In the early days of your project, everything was great: the small code base was easy to understand, you could add features and fix bugs quickly, you could verify the whole app was working properly with just a few manual tests and you were able get a new version up and running any time your boss asked to show your progress.
A year later, your customers are loving your app, but now that your team has grown and you have to deal with thousands of lines of code, things are not fun anymore:
There must be a better way, right? After reading a few blog posts and watching some YouTube videos, you realize you are suffering from a case of monolithic hell, and you keep hearing that the way to get out of this mess is to adopt a microservices architecture.
Microservices are an architectural style that structures an application as a collection of autonomous, loosely coupled services that are modeled around a business domain. Each microservice is focused on doing one thing well.
A microservice is small enough that a single feature team can own it. Small team sizes promote greater agility. Large teams tend be less productive, because communication is slower, management overhead goes up, and agility diminishes.
A team can update an existing microservice without rebuilding and redeploying the entire application and roll back an update if something goes wrong. In traditional applications, a bug found in one part of the application, can block the entire release.
Top companies that are constantly dealing with very complex changing requirements have been embracing microservices for several years.
Only microservices allow teams to stay agile and autonomous, while also getting your system ready to scale when unexpected traffic peaks show up.
My name is Julio Casal. I'm a passionate software engineer with almost two decades of experience building all sorts of applications and systems based on the .NET platform.
I like to continuously explore the latest software engineering trends and practices and use them to solve real world problems.
I believe reducing complex concepts into simple step by step instructions is incredibly valuable and helps to make coding accessible and fun for everyone.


Your goal: Copy out every line of the data that has the word "Organizational" somewhere in it.

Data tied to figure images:
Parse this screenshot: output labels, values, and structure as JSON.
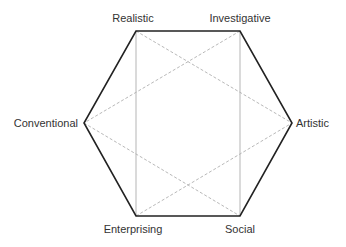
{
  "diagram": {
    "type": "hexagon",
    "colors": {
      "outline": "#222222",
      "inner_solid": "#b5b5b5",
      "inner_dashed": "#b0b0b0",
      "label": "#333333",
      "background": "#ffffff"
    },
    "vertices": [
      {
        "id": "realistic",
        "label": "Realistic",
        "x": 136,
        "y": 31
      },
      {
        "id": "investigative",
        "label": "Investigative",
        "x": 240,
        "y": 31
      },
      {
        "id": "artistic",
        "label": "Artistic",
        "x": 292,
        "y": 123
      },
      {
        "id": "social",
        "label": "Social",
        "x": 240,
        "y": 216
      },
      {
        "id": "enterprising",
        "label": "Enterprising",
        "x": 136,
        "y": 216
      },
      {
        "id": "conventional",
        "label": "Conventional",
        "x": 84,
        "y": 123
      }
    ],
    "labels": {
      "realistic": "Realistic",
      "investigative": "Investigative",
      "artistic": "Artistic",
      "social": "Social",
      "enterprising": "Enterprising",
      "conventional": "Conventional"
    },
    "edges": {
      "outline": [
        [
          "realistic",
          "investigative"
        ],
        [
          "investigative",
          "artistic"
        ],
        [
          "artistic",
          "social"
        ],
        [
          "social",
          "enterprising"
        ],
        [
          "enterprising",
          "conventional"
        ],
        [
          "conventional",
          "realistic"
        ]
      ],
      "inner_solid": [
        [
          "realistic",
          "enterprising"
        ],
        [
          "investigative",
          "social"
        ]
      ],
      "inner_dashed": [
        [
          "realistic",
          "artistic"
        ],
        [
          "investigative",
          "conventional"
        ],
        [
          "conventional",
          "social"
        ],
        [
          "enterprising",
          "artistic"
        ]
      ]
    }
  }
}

---

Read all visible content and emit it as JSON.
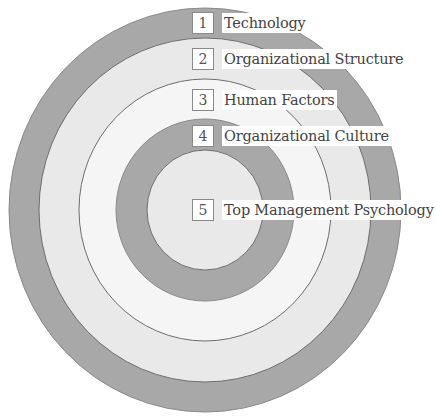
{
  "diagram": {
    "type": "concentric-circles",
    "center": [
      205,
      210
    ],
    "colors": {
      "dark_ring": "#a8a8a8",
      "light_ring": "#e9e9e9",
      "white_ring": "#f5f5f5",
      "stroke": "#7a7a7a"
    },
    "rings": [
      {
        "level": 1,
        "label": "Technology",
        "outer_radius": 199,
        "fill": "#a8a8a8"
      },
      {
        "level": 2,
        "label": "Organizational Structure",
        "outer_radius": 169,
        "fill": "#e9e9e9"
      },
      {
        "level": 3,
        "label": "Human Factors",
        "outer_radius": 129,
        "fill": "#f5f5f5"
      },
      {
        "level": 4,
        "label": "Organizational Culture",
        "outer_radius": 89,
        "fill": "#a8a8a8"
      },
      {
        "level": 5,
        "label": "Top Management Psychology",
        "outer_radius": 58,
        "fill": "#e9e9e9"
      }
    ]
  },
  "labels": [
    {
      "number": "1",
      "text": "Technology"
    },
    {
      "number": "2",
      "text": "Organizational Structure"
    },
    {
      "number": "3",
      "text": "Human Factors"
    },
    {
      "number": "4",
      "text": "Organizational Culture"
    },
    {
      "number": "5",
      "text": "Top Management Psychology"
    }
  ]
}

Output below:
        "label": "Organizational Structure",
        "label": "Organizational Culture",
      "text": "Organizational Structure"
      "text": "Organizational Culture"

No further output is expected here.